This log marks the first public release of my **layered-light interpretation hypothesis** for galactic rotation curves.
In standard cosmology, flat rotation curves are usually interpreted as strong evidence for dark matter. In this project, I explore a different angle: the idea that part of the “anomaly” might come from the way light is blended and scattered inside a spiral galaxy, before it reaches our telescopes.
The core idea is simple to state:
> The light recorded at the visible edge of a galaxy is not purely the light of local outer stars, but a mixture of several structural layers.
> If bright, fast inner layers contribute enough scattered light along the same line of sight, their Doppler signature can contaminate the outer spectra and artificially increase the *apparent* rotation speed at large radii.
In the **Details** section I present the full argument:
– how rotation curves are usually measured,
– why multilayer structure and beam smearing matter,
– the role of dust and H I gas in building diffuse galactic light,
– and a simple symbolic formulation for the effect on the inferred velocity.
### Language versions
The full text of the hypothesis is available in three languages:
- **English** – main version, in the *Details* section and as a `.docx` file
- **French (français)** – see the `.docx` file under the *Files* tab
- **Persian (فارسی)** – also available as a `.docx` file under *Files*
Feedback is very welcome — especially on:
- physical assumptions that might be missing or oversimplified,
- possible observational tests or simulations that could confirm or falsify this idea,
- related work I may have missed in the literature.
Thanks for reading, and feel free to comment or fork the idea if you want to push it further.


Down to the last line, print the entries below exactly, and keep every picture out of the copy.

----------

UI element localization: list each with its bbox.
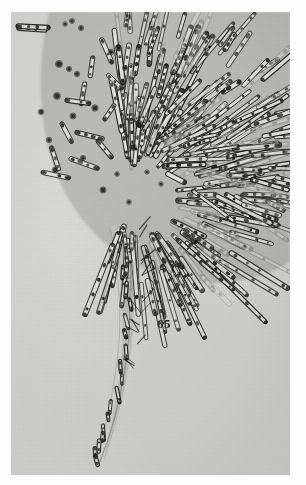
- plate-sheet: 65: [0, 0, 306, 485]
- photographic-print-area: [11, 12, 290, 475]
- figure-number-label: 65: [157, 316, 171, 332]
- micrograph-illustration: [11, 12, 290, 475]
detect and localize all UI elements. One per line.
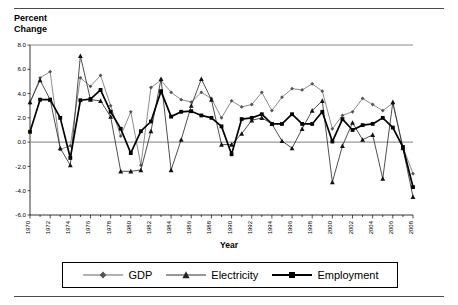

----------

SOLUTION.
UI element localization: list each with its bbox.
- plate-sheet: 65: [0, 0, 306, 485]
- photographic-print-area: [11, 12, 290, 475]
- figure-number-label: 65: [157, 316, 171, 332]
- micrograph-illustration: [11, 12, 290, 475]
detect and localize all UI elements. One per line.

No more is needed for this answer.